Public health and public history: Rapid response to the Ebola crisis
07 March 2018 – Louise Shaw
rapid response, The Public Historian, TPH 40.1, TPH Rapid Response, disaster planning, condolence collecting
Editor’s note: This is the second post of a series that continues the conversation begun in the February 2018 issue of The Public Historian with the roundtable “Responding Rapidly to Our Communities.”
As curator of the David J. Sencer CDC Museum, I collect, present, and interpret the Centers for Disease Control and Prevention’s history. My projects have often benefited from insights provided by a historic perspective, such as exhibitions about smallpox eradication in the 1960s and ’70s and the unfolding of the AIDS epidemic in the 1980s. At the same time, CDC is constantly in the news. How to document and present contemporary events from Zika to the opioid epidemic requires nimble judgment.
In this context, I followed reports of Ebola outbreaks in Guinea, Liberia, and Sierra Leone in early 2014. As outbreaks grew into the most widespread Ebola epidemic ever encountered since the disease was first detected in 1976, I heard firsthand reports from CDC colleagues and read coverage of an epidemic spinning out of control. In August 2014, media frenzy focused on CDC and nearby Emory University Hospital when Emory treated two American health workers who had worked in Liberia. As more CDC staff were deployed to West Africa and across the United States, controversies about the global response elevated. Cases grew exponentially in the highly impacted countries, and in September, President Obama announced the escalation of the US government’s response.
Clearly, we were living in extraordinary times, and the museum made documenting the epidemic a priority. In September 2014, we made a call within CDC for Ebola-related artifacts and documents, describing it as “Rapid Response Collecting,” using a term that had been part of public health lexicon since the 1950s and that had only recently been appropriated by museums. Despite the intensity of the situation (by the time the epidemic was controlled, nearly 4,000 CDC staff had participated), responders donated items such as diaries, posters, T-shirts, community gifts, and photographs, which formed the foundation of our now extensive Ebola collection. We archived internal documents, such as incident management reports and communication resources, and tracked the extensive media coverage, including print articles, broadcast, and websites.
The epidemic was still very much going on in early 2015 when I began conceptualizing a major exhibition. An exercise in contemporary history, I wanted its scope to be far broader that just a focus on CDC: not only was CDC part of a large global response, but also it was critical to tell the stories of the people most impacted by Ebola—the citizens of Guinea, Liberia, and Sierra Leone. I created an exhibition framework that went through eighteen revisions informed by unfolding events and by input provided by CDC responders, US government partners such as USAID, and NGOs such as The Carter Center, Médecins Sans Frontières, and Focus 1000. It was critical to be flexible as the story unfolded in real time, and to dive deeply, but diplomatically, into its many controversies.
Also shaping the exhibition narrative was our oral history project. Oral historian Sam Robson and I teamed up to talk with CDC leaders and staff who had “worked in the trenches” about their experiences. These meetings informed both exhibition development and Sam’s formal interviews.
Exhibitions are visual experiences, and curating this exhibition was a dance between the unfolding narrative and the visual evidence. I plowed through copious international photographic and video documentation. It was important to identify objects to both inform and support the exhibition outline: in March 2016, Dr. Kali-Ahset Amen of Emory University traveled to West Africa and collected Ebola survivor kits, banners, and materials from the faith communities. As the epidemic wound down, CDC staff escalated their efforts to collaborate with the museum: for example, one responder preserved a whiteboard used for tracking the last major Ebola cluster in Freetown. (A practical challenge: although I had managed international shipments previously, shipping from West Africa was a new experience.) Not to give short shrift to what occurred in the United States, including “Fearbola” and quarantine controversies, I collected Ebola monitoring kits issued to travelers from West Africa and items such as instructions on doffing personal protective equipment that hung in Bellevue Hospital.
Ebola in West Africa was a humanitarian and public health crisis of epic proportions. Years ago, as a young curator at the Atlanta Historical Society (now History Center), I overlooked collecting materials relevant to the electrifying story of the Atlanta Missing and Murdered Children. Years later, I realized my mistake when preparing a CDC exhibit about this episode, and I vowed to be accountable in the future for collecting history in the moment. Documenting the Ebola epidemic was such an instance. I feel confident that we made a good first pass in capturing histories and collecting materials that engage audiences today and that will be useful to public and medical historians in the future.
~ Louise E. Shaw is a museologist and curator. Previous to joining the staff of the David J. Sencer CDC Museum in 2002, she served as assistant curator at the Atlanta Historical Society, executive director of Nexus Contemporary Art Center, and as a consultant to national and international art and history organizations.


_About this task_
Going through the entries below, copy out each line that contains "swatch".

(Excerpts from a figure dataset)

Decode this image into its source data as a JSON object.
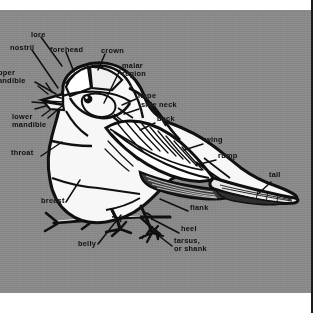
{
  "figure": {
    "style": "black-and-white line illustration on gray scanned page",
    "background_color": "#8a8a8a",
    "ink_color": "#101010",
    "paper_color": "#ffffff",
    "plate": {
      "x": 0,
      "y": 10,
      "width": 311,
      "height": 283
    },
    "page_rule": {
      "x": 311,
      "width": 2,
      "color": "#1b1b1b"
    }
  },
  "labels": [
    {
      "id": "lore",
      "text": "lore",
      "x": 31,
      "y": 28,
      "align": "left"
    },
    {
      "id": "nostril",
      "text": "nostril",
      "x": 10,
      "y": 42,
      "align": "left"
    },
    {
      "id": "forehead",
      "text": "forehead",
      "x": 50,
      "y": 44,
      "align": "left"
    },
    {
      "id": "crown",
      "text": "crown",
      "x": 101,
      "y": 45,
      "align": "left"
    },
    {
      "id": "malar-region",
      "text": "malar\nregion",
      "x": 122,
      "y": 60,
      "align": "left"
    },
    {
      "id": "upper-mandible",
      "text": "pper\nandible",
      "x": 0,
      "y": 67,
      "align": "left"
    },
    {
      "id": "nape",
      "text": "nape",
      "x": 138,
      "y": 90,
      "align": "left"
    },
    {
      "id": "side-neck",
      "text": "side neck",
      "x": 141,
      "y": 99,
      "align": "left"
    },
    {
      "id": "lower-mandible",
      "text": "lower\nmandible",
      "x": 12,
      "y": 111,
      "align": "left"
    },
    {
      "id": "back",
      "text": "back",
      "x": 157,
      "y": 113,
      "align": "left"
    },
    {
      "id": "throat",
      "text": "throat",
      "x": 11,
      "y": 147,
      "align": "left"
    },
    {
      "id": "wing",
      "text": "wing",
      "x": 205,
      "y": 134,
      "align": "left"
    },
    {
      "id": "rump",
      "text": "rump",
      "x": 218,
      "y": 150,
      "align": "left"
    },
    {
      "id": "tail",
      "text": "tail",
      "x": 269,
      "y": 169,
      "align": "left"
    },
    {
      "id": "breast",
      "text": "breast",
      "x": 41,
      "y": 195,
      "align": "left"
    },
    {
      "id": "flank",
      "text": "flank",
      "x": 190,
      "y": 202,
      "align": "left"
    },
    {
      "id": "belly",
      "text": "belly",
      "x": 78,
      "y": 238,
      "align": "left"
    },
    {
      "id": "heel",
      "text": "heel",
      "x": 181,
      "y": 223,
      "align": "left"
    },
    {
      "id": "tarsus-or-shank",
      "text": "tarsus,\nor shank",
      "x": 174,
      "y": 235,
      "align": "left"
    }
  ]
}
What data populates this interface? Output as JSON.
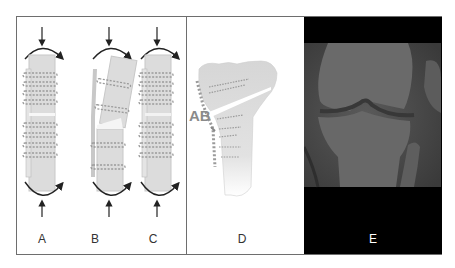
{
  "figure": {
    "panels": [
      {
        "id": "A",
        "label": "A",
        "description": "Straight bone with symmetric plate and screws, closed osteotomy"
      },
      {
        "id": "B",
        "label": "B",
        "description": "Angulated bone with opening wedge gap under load"
      },
      {
        "id": "C",
        "label": "C",
        "description": "Straight bone with plate and screws, stable osteotomy"
      },
      {
        "id": "D",
        "label": "D",
        "description": "Proximal tibia with opening-wedge osteotomy and medial plate",
        "annotation": "AB"
      },
      {
        "id": "E",
        "label": "E",
        "description": "Knee radiograph, anteroposterior view"
      }
    ]
  },
  "colors": {
    "bone": "#dcdcdc",
    "bone_edge": "#c4c4c4",
    "screw": "#9a9a9a",
    "arrow": "#222222",
    "frame": "#6e6e6e",
    "xray_bg": "#000000",
    "xray_field": "#4a4a4a",
    "label": "#333333",
    "label_e": "#ffffff"
  }
}
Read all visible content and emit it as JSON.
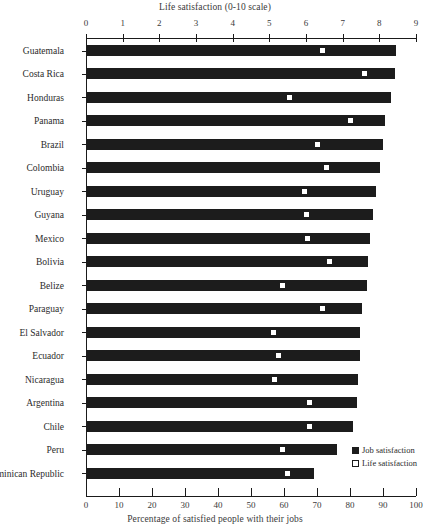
{
  "chart_data": {
    "type": "bar",
    "title": "",
    "orientation": "horizontal",
    "top_axis_label": "Life satisfaction (0-10 scale)",
    "xlabel": "Percentage of satisfied people with their jobs",
    "ylabel": "",
    "grid": false,
    "xlim": [
      0,
      100
    ],
    "top_xlim": [
      0,
      9
    ],
    "bottom_ticks": [
      "0",
      "10",
      "20",
      "30",
      "40",
      "50",
      "60",
      "70",
      "80",
      "90",
      "100"
    ],
    "bottom_tick_values": [
      0,
      10,
      20,
      30,
      40,
      50,
      60,
      70,
      80,
      90,
      100
    ],
    "top_ticks": [
      "0",
      "1",
      "2",
      "3",
      "4",
      "5",
      "6",
      "7",
      "8",
      "9"
    ],
    "top_tick_values": [
      0,
      1,
      2,
      3,
      4,
      5,
      6,
      7,
      8,
      9
    ],
    "categories": [
      "Guatemala",
      "Costa Rica",
      "Honduras",
      "Panama",
      "Brazil",
      "Colombia",
      "Uruguay",
      "Guyana",
      "Mexico",
      "Bolivia",
      "Belize",
      "Paraguay",
      "El Salvador",
      "Ecuador",
      "Nicaragua",
      "Argentina",
      "Chile",
      "Peru",
      "Dominican Republic"
    ],
    "legend_position": "bottom-right",
    "series": [
      {
        "name": "Job satisfaction",
        "unit": "percent",
        "axis": "bottom",
        "color": "#1c1c1c",
        "values": [
          94,
          93.5,
          92.5,
          90.5,
          90,
          89,
          88,
          87,
          86,
          85.5,
          85,
          83.5,
          83,
          83,
          82.5,
          82,
          81,
          76,
          69
        ]
      },
      {
        "name": "Life satisfaction",
        "unit": "0-10 scale",
        "axis": "top",
        "color": "#ffffff",
        "values": [
          6.45,
          7.6,
          5.55,
          7.2,
          6.3,
          6.55,
          5.95,
          6.0,
          6.05,
          6.65,
          5.35,
          6.45,
          5.1,
          5.25,
          5.15,
          6.1,
          6.1,
          5.35,
          5.5
        ]
      }
    ]
  },
  "legend": {
    "items": [
      {
        "label": "Job satisfaction",
        "swatch": "filled-square"
      },
      {
        "label": "Life satisfaction",
        "swatch": "open-square"
      }
    ]
  },
  "colors": {
    "bar": "#1c1c1c",
    "marker_fill": "#ffffff",
    "marker_stroke": "#1c1c1c",
    "axis": "#1a1a1a",
    "text": "#2b2b2b",
    "background": "#ffffff"
  }
}
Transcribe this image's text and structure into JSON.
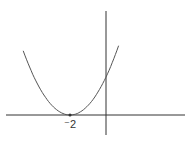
{
  "chart_data": {
    "type": "line",
    "title": "",
    "xlabel": "",
    "ylabel": "",
    "function": "y = (x + 2)^2",
    "series": [
      {
        "name": "parabola",
        "x": [
          -4.6,
          -4,
          -3.5,
          -3,
          -2.5,
          -2,
          -1.5,
          -1,
          -0.5,
          0,
          0.5,
          0.7
        ],
        "values": [
          6.76,
          4,
          2.25,
          1,
          0.25,
          0,
          0.25,
          1,
          2.25,
          4,
          6.25,
          7.29
        ]
      }
    ],
    "annotations": [
      {
        "x": -2,
        "y": 0,
        "label": "⁻2",
        "marker": "dot"
      }
    ],
    "xlim": [
      -3.55,
      4.4
    ],
    "ylim": [
      -2.1,
      10.9
    ],
    "grid": false,
    "legend": "none",
    "colors": {
      "curve": "#555555",
      "axes": "#333333"
    }
  },
  "labels": {
    "vertex_x": "⁻2"
  }
}
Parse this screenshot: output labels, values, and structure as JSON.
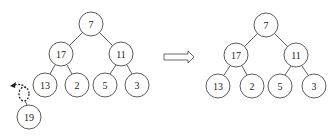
{
  "left_tree": {
    "nodes": [
      {
        "id": "n7",
        "label": "7",
        "cx": 91,
        "cy": 24
      },
      {
        "id": "n17",
        "label": "17",
        "cx": 61,
        "cy": 54
      },
      {
        "id": "n11",
        "label": "11",
        "cx": 121,
        "cy": 54
      },
      {
        "id": "n13",
        "label": "13",
        "cx": 45,
        "cy": 85
      },
      {
        "id": "n2",
        "label": "2",
        "cx": 77,
        "cy": 85
      },
      {
        "id": "n5",
        "label": "5",
        "cx": 105,
        "cy": 85
      },
      {
        "id": "n3",
        "label": "3",
        "cx": 137,
        "cy": 85
      },
      {
        "id": "n19",
        "label": "19",
        "cx": 29,
        "cy": 117
      }
    ],
    "removed_node_note": "19 detached; dashed placeholder with curved arrow"
  },
  "transform_arrow": {
    "direction": "right"
  },
  "right_tree": {
    "nodes": [
      {
        "id": "m7",
        "label": "7",
        "cx": 266,
        "cy": 25
      },
      {
        "id": "m17",
        "label": "17",
        "cx": 236,
        "cy": 55
      },
      {
        "id": "m11",
        "label": "11",
        "cx": 296,
        "cy": 55
      },
      {
        "id": "m13",
        "label": "13",
        "cx": 218,
        "cy": 86
      },
      {
        "id": "m2",
        "label": "2",
        "cx": 252,
        "cy": 86
      },
      {
        "id": "m5",
        "label": "5",
        "cx": 280,
        "cy": 86
      },
      {
        "id": "m3",
        "label": "3",
        "cx": 314,
        "cy": 86
      }
    ]
  },
  "labels": {
    "l7": "7",
    "l17": "17",
    "l11": "11",
    "l13": "13",
    "l2": "2",
    "l5": "5",
    "l3": "3",
    "l19": "19",
    "r7": "7",
    "r17": "17",
    "r11": "11",
    "r13": "13",
    "r2": "2",
    "r5": "5",
    "r3": "3"
  }
}
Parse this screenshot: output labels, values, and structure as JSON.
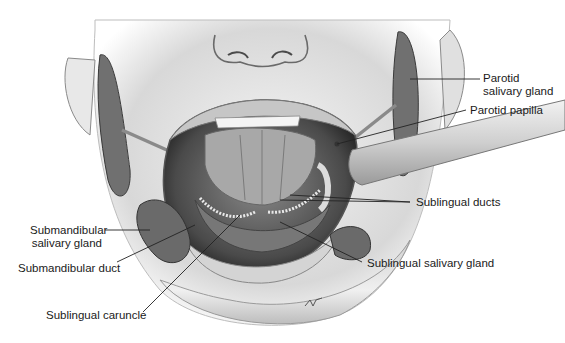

_Solution to the exercise_
        "swatch": "filled-square"
        "swatch": "open-square"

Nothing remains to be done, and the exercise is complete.